Updated

Hundreds of residents were dancing in the streets and cheering the ouster of President Jean-Bertrand Aristide (search) on Monday as U.S. Marines and French troops secured key sites.

Aristide, who fled Haiti under pressure from the rebels, the political opposition, the United States and France, arrived Monday in the Central African Republic (search) for "a few days," according to the country's state radio.

Aristide said in a short broadcast on the African station that those who overthrew him had "cut down the tree of peace," but "it will grow again." Aristide has returned to rule Haiti once before, in 1994, when U.S. forces took him back to Port-au-Prince. He had been ousted in a military coup three years earlier.

Randall Robinson, former president of TransAfrica monitoring group (search), said the former Haitian president told him in a phone call that he was abducted from Haiti by U.S. troops who accompanied him on a flight to the Central African Republic.

"He asked that I tell the word that it is a coup," Robinson said in a statement. "That he was abducted by American soldiers and put aboard a plan, told to make no phone calls to anyone, put aboard a plane with his sister's husband and his wife."

In an interview with the Associated Press, Robinson said Aristide told him "about 20 American soldiers in full battle gear with automatic weapons came to the residence and did not allow him or his wife or his sister's husband to make any phone calls, took them to the airport, at gunpoint, put them on a plane, all 20 of the soldiers boarded ..."

Secretary of State Colin Powell called those allegations "absolutely baseless, absurd."

"He was not kidnapped," Powell told a news conference.

Defense Secretary Donald Rumsfeld added that "the idea that someone was abducted is inconsistent with everything I saw."

South Africa's Deputy Foreign Minister Aziz Pahad said it had not received a formal request to host the 50-year-old former slum priest.

Aristide sent his two daughters to New York last week.

An American-based security firm guarding Aristide was told by the United States that the president could not count on Washington's protection in the event of rebel hostilities at the palace, a Bush administration official said, speaking on condition of anonymity.

The crisis has been brewing since Aristide's party swept flawed legislative elections in 2000, prompting international donors to freeze millions of dollars in aid.

Opponents also accused Aristide of breaking promises to help the poor, allowing corruption fueled by drug trafficking and masterminding attacks on opponents by armed gangs -- charges the president denied.

Though not aligned with rebels, the political opposition had pushed for Aristide to leave for the good of Haiti's 8 million people, angered by poverty, corruption and crime. The uprising killed at least 100 people.

Three hours after Aristide's departure, Alexandre said he was taking control of the government as called for by the constitution.

"The task will not be an easy one," he said. "Haiti is in crisis. ... It needs all its sons and daughters. No one should take justice into their own hands."

Alexandre has a reputation for honesty but could face a legal obstacle: The Haitian constitution calls for parliament to approve him as leader, and it has not met since early this year, when lawmakers' terms expired.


• [WORK ITEM] Would you please copy every line from the records that contains the word "feedback"?

• [PROVIDED DATA]
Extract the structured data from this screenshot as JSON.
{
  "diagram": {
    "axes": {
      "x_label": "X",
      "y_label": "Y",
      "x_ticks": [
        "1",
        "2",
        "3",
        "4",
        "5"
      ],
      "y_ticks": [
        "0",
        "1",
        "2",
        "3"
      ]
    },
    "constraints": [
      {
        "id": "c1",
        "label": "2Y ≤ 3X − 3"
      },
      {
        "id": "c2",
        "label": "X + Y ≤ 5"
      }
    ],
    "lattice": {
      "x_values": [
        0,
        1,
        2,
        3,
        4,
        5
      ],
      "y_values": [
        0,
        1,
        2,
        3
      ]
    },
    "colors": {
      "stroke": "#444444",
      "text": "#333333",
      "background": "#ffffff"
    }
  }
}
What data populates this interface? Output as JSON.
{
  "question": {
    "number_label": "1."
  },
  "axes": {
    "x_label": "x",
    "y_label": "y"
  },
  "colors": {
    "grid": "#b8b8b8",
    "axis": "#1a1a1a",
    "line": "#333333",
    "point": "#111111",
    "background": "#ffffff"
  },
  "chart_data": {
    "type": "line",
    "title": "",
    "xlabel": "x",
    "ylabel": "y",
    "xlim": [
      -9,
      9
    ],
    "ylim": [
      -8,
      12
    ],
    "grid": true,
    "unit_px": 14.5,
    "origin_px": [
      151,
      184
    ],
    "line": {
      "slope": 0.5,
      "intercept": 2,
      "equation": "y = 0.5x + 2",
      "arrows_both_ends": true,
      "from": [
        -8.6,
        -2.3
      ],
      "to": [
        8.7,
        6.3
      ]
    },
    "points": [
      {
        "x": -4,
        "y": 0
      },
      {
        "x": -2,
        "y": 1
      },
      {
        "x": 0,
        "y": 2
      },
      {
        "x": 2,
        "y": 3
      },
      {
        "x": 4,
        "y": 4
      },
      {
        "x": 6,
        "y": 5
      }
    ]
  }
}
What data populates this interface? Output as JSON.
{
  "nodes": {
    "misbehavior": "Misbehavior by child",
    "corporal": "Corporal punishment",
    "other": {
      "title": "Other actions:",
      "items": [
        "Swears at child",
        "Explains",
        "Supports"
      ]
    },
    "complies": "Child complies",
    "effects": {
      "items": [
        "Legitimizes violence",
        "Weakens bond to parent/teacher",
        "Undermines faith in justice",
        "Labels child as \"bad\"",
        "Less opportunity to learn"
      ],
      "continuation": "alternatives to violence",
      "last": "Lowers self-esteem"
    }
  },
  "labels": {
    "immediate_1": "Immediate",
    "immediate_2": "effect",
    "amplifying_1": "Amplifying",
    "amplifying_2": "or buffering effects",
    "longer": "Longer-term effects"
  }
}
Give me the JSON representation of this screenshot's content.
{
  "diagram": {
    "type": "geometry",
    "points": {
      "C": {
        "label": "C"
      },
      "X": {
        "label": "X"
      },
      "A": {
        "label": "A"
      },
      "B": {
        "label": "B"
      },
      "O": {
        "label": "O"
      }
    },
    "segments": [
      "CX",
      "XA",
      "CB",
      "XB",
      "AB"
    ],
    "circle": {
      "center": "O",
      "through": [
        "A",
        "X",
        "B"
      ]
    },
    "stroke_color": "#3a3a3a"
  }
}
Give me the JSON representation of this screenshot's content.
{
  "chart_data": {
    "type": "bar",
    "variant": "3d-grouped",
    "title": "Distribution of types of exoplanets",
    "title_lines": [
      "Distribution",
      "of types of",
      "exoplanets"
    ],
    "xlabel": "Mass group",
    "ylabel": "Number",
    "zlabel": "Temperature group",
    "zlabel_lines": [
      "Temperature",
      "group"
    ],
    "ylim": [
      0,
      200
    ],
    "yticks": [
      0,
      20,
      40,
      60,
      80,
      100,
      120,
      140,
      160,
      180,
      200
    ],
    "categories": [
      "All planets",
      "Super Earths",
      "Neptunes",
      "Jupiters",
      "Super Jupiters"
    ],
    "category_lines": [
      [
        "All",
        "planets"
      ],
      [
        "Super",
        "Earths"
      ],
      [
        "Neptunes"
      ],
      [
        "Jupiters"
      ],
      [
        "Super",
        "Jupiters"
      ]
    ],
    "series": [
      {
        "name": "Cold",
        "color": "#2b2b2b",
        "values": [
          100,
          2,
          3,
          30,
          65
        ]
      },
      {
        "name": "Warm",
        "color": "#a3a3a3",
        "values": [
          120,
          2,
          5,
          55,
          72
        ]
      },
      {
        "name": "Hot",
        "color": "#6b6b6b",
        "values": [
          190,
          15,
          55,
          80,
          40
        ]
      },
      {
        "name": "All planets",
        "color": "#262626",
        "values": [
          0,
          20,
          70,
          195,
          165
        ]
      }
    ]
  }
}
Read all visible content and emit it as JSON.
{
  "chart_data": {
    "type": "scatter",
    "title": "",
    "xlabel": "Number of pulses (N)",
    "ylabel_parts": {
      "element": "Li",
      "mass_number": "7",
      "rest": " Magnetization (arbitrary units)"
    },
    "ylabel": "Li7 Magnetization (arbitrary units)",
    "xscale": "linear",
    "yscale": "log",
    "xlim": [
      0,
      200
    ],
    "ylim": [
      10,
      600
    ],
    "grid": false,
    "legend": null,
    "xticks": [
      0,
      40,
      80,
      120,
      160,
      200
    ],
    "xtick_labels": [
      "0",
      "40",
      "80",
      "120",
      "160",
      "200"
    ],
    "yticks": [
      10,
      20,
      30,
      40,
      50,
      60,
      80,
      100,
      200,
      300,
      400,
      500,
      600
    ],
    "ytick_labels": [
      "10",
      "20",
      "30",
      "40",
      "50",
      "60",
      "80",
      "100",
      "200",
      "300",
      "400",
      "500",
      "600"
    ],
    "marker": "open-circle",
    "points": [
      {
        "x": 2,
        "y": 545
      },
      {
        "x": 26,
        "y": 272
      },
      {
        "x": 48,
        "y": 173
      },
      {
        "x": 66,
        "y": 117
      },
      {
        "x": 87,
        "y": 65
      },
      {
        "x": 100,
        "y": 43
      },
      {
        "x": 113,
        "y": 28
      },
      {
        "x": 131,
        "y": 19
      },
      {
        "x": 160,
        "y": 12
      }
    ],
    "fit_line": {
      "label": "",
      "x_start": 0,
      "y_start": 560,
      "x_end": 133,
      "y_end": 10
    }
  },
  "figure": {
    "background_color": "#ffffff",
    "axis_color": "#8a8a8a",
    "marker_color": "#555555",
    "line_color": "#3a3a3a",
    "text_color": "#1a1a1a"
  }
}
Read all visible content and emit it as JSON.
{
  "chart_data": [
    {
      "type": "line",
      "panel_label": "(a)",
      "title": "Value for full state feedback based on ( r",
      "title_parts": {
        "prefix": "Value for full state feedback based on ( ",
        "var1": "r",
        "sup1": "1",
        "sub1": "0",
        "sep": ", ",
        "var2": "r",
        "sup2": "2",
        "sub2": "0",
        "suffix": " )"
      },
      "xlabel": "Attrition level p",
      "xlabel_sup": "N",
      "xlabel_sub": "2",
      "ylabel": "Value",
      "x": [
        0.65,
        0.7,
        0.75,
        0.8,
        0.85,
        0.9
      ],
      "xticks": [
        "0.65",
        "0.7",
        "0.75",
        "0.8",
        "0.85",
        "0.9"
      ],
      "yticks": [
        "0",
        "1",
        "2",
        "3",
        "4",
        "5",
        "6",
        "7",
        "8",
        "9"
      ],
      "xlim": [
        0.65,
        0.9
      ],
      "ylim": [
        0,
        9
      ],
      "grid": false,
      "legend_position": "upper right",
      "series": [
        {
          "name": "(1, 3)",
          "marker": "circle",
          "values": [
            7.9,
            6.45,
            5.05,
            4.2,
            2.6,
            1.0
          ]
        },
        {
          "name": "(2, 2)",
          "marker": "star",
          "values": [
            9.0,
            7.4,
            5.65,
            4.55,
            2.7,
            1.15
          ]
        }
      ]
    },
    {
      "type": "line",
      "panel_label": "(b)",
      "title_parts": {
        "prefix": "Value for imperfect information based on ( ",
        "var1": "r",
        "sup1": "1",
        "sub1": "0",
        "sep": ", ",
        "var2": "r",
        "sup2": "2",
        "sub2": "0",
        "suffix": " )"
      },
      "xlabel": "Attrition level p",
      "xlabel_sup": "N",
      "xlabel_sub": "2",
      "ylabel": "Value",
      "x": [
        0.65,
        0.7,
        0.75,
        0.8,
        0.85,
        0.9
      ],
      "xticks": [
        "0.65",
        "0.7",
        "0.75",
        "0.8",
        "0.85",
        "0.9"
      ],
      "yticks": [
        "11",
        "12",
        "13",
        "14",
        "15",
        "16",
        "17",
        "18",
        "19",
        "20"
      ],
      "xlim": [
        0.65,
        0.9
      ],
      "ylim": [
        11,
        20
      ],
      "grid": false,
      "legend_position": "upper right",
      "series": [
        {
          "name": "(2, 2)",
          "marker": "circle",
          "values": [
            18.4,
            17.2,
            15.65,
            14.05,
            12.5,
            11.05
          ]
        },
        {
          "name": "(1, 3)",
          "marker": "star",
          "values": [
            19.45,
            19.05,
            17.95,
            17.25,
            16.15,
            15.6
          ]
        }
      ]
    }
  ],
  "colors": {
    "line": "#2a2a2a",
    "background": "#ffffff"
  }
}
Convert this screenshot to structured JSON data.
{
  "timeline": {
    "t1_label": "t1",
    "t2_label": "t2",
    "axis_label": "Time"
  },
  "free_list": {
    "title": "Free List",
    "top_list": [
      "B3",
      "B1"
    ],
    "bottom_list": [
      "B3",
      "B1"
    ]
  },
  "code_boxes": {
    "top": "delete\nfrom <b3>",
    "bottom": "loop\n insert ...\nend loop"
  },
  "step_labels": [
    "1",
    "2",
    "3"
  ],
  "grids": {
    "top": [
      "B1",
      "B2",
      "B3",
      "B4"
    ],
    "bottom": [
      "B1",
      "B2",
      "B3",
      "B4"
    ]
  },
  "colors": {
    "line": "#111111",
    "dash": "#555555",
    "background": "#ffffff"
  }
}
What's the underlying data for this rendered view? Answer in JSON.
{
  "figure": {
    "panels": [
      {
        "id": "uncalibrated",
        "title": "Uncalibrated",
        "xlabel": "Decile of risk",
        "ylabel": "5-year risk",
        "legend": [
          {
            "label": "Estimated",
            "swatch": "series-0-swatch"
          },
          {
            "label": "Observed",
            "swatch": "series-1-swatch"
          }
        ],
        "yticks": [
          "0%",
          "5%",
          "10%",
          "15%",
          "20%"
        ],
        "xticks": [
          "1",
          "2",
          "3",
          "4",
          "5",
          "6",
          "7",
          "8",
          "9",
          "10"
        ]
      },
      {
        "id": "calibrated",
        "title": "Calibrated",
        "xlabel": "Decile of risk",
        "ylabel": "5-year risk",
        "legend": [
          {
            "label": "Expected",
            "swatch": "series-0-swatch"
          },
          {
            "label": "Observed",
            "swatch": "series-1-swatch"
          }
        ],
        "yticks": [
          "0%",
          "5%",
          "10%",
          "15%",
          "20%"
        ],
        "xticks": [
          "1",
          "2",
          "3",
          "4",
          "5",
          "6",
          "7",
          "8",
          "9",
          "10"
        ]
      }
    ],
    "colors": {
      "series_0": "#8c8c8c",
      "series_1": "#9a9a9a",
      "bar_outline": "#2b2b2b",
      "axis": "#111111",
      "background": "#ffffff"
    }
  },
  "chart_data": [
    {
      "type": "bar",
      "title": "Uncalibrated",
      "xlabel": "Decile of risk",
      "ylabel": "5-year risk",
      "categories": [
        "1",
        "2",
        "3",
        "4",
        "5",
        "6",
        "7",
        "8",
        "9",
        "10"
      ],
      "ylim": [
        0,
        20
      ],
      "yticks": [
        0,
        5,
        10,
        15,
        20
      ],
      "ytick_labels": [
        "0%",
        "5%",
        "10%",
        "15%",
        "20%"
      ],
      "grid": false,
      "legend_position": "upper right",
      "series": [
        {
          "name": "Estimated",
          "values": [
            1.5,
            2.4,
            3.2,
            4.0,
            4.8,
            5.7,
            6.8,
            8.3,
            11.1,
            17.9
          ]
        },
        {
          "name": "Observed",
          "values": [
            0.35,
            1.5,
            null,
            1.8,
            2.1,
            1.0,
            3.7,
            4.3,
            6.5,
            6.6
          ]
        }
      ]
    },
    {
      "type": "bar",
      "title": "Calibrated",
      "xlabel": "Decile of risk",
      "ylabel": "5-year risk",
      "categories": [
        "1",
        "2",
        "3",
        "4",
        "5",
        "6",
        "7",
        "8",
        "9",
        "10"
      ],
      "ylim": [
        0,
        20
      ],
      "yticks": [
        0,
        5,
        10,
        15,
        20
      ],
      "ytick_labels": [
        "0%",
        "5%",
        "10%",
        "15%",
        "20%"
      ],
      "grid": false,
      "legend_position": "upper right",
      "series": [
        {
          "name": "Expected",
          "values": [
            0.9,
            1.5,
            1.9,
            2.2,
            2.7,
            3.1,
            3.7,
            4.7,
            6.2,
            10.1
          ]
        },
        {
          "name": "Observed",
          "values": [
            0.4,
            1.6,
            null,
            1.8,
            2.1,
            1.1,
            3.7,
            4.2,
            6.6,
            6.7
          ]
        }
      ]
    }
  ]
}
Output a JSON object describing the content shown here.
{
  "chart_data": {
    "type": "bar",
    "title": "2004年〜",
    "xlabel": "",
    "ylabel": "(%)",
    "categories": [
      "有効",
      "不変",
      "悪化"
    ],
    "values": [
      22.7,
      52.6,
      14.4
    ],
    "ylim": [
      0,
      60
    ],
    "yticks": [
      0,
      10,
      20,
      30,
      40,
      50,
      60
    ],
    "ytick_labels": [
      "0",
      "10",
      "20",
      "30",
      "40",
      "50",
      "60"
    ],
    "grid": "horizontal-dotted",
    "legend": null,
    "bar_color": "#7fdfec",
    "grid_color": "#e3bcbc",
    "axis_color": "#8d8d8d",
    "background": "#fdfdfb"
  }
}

• [RESULT OF THIS EXERCISE]
      "title": "Value for full state feedback based on ( r",
        "prefix": "Value for full state feedback based on ( ",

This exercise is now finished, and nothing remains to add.